Liability of public administrations for cartels: objective interest in appeals on a point of law

Legal Updates – Public and Regulatory Area – February 2024

The Supreme Court will soon establish significant jurisprudence regarding the liability of Public Administrations for cartels orchestrated around public tenders.

The Order of 12 February 2024 (rec. 8302/2023, hereinafter, the “Order”) has admitted the appeal that our Firm (Escalona & de Fuentes) has prepared, in which it upholds the interest in appeals on a point of law in clarifying the following:

“(…) whether the intervention of a Public Administration when negotiating and running public tenders may determine a defence among those provided for in art. 1.3 of Law 15/2007, of 3 July 2007 on the Defence of Competition [“LDC”] and art. 101.3 of the Treaty on the Functioning of the European Union, and whether that intervention may be a relevant factor when assessing the aggravating or mitigating circumstances arising in relation to each of the companies taking part.”

The Order thus admits all the grounds argued in the preparatory letter dating back to the sanctioning proceedings initiated by the National Commission on Markets and Competition (“CNMC”), known as Computer Tender Applications, and which gave rise to the CNMC Resolution of 26 July 2018 (the “Resolution”).

That Resolution assumed as a proven fact a “certain influence” of the Public Administrations in the public procurement cartel under investigation, whereby it sanctioned more than a dozen bidding companies in the sector. However, the CNMC rebuffed repeated requests to investigate the true and substantial role played by the Public Administrations regarding the practices sanctioned, through crafting the Specifications, for which there was overwhelming evidence on file (a dissenting opinion is responsible for indexing them).

Despite the absence of an investigation and the vagueness with which the role of the Public Administrations in the sanctioned cartel is defined (a “certain influence”), when it comes to penalising companies the Resolution upholds the existence of a mitigating circumstance linked to this factor, although there is an appreciable lack of transparency when it comes to quantifying and modulating the latter.

Meanwhile, the Resolution also upholds, in the case of some businesses, the concurrence of an aggravating circumstance due to the intervention of leadership in the sanctioned practice, refusing, as we have said, to undertake an investigation into the true promotional role played by the Public Administrations, of which there is ample evidence on file.

Following the corresponding administrative contentious appeal in which the legality of the Resolution was challenged, the judgment of the National High Court of 20 September 2023 (rec. 575/2018) did not find any omission or defect.

It is therefore now up to the Supreme Court to deem whether it is necessary to establish significant jurisprudence regarding whether the liability of the Public Administrations should be investigated and, where appropriate, clarified, when there is no doubt that they were members of a cartel. The appeal requests that the Order specify, in accordance with the terms regulated by the LDC [arts. 1 and 1.3, 64.2) and 64.1 g)], the factors of exculpation and adjustment (mitigation or aggravation), in order to guarantee the principle of the legality of the imposition of sanctions, in the sense that any sanctions imposed on the other participants in the cartel can be properly weighed.

cartel can be properly weighed. The Supreme Court’s pronouncement transcends, of course, the specific case, and will be critical for the investigatory activities undertaken by the CNMC, which, as is public and well known, has made combating collusion in public tenders its priority.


#### GOAL OF THE EXERCISE
A word-for-word copy of the entries, with the images left out, is what you should write.

Figure collection entries:
<<<<
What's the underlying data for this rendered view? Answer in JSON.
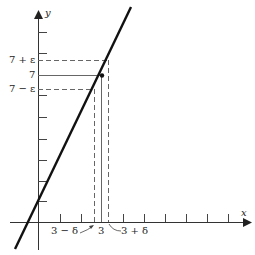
{
  "figure": {
    "axes": {
      "x_label": "x",
      "y_label": "y"
    },
    "y_labels": {
      "upper": "7 + ε",
      "center": "7",
      "lower": "7 − ε"
    },
    "x_labels": {
      "left": "3 − δ",
      "center": "3",
      "right": "3 + δ"
    },
    "point": {
      "x": 3,
      "y": 7
    },
    "colors": {
      "line": "#111111",
      "axis": "#333333",
      "dashed": "#666666"
    }
  }
}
>>>>
#### ANSWER TO THE EXERCISE
What's the underlying data for this rendered view? Answer in JSON.
{
  "figure": {
    "axes": {
      "x_label": "x",
      "y_label": "y"
    },
    "y_labels": {
      "upper": "7 + ε",
      "center": "7",
      "lower": "7 − ε"
    },
    "x_labels": {
      "left": "3 − δ",
      "center": "3",
      "right": "3 + δ"
    },
    "point": {
      "x": 3,
      "y": 7
    },
    "colors": {
      "line": "#111111",
      "axis": "#333333",
      "dashed": "#666666"
    }
  }
}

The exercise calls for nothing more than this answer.